For last week’s cover story, Lindsay Zoladz wrote about former NPR intern Emily White, and what it’s like to sit at the eye of an Internet shit storm. White became, as Zoladz wrote, “the most controversial D.C. intern since Monica Lewinsky” after penning a blog post for NPR titled “I Never Owned Any Music to Begin With” in which she explained how most of the 11,000 songs in her iTunes library came from sources other than purchased CDs. Charting her own consumption habits, White wrote:

What I want is one massive Spotify-like catalog of music that will sync to my phone and various home entertainment devices. With this new universal database, everyone would have convenient access to everything that has ever been recorded, and performance royalties would be distributed based on play counts (hopefully with more money going back to the artist than the present model). All I require is the ability to listen to what I want, when I want and how I want it. Is that too much to ask?

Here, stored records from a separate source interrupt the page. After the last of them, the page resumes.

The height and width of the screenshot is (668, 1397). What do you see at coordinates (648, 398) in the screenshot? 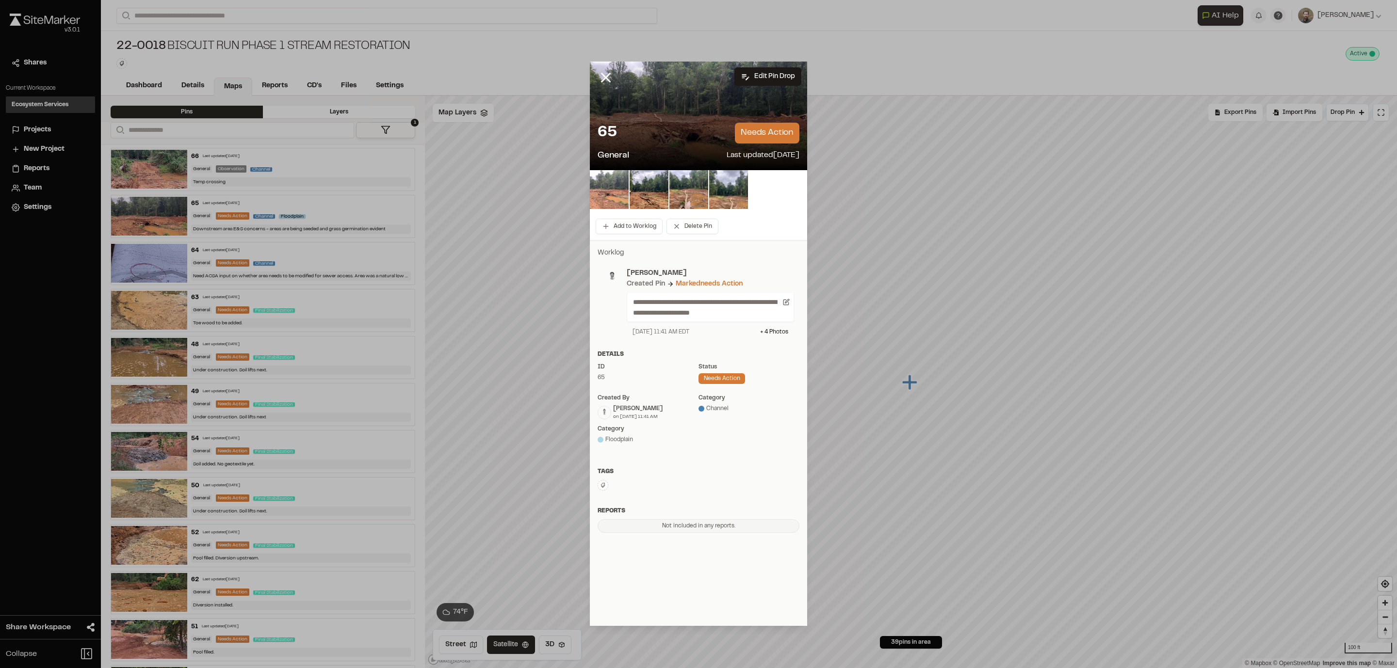
I see `div: Created by` at bounding box center [648, 398].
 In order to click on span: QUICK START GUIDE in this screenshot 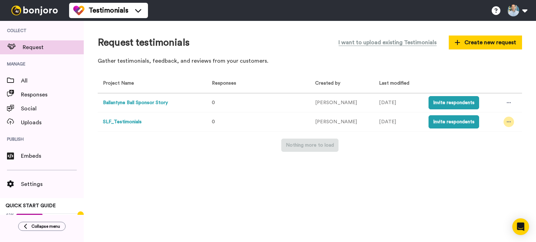, I will do `click(31, 206)`.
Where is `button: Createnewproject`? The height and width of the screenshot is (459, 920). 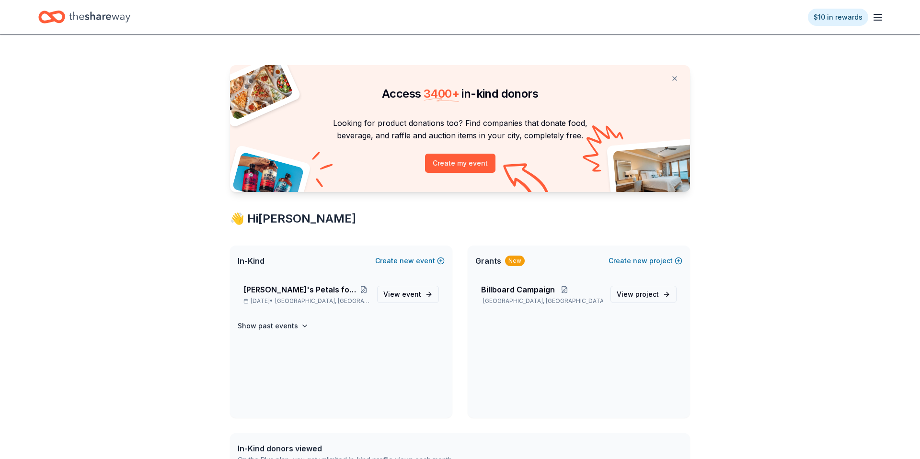
button: Createnewproject is located at coordinates (645, 261).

What followed was the summer’s biggest generational pile-on, with a surfeit of writers blaming White for her age group’s casual attitude toward compensating artists. White, meanwhile, had to remain silent: NPR interns aren’t authorized to talk with the press.

So what’s it like to become a meme? Is streaming the consumption model of the future, and if so, is it an ethical model? Discuss those topics—-and whatever else you’d like to bring up—-in a live chat with Zoladz and White tomorrow at noon, right here on Arts Desk.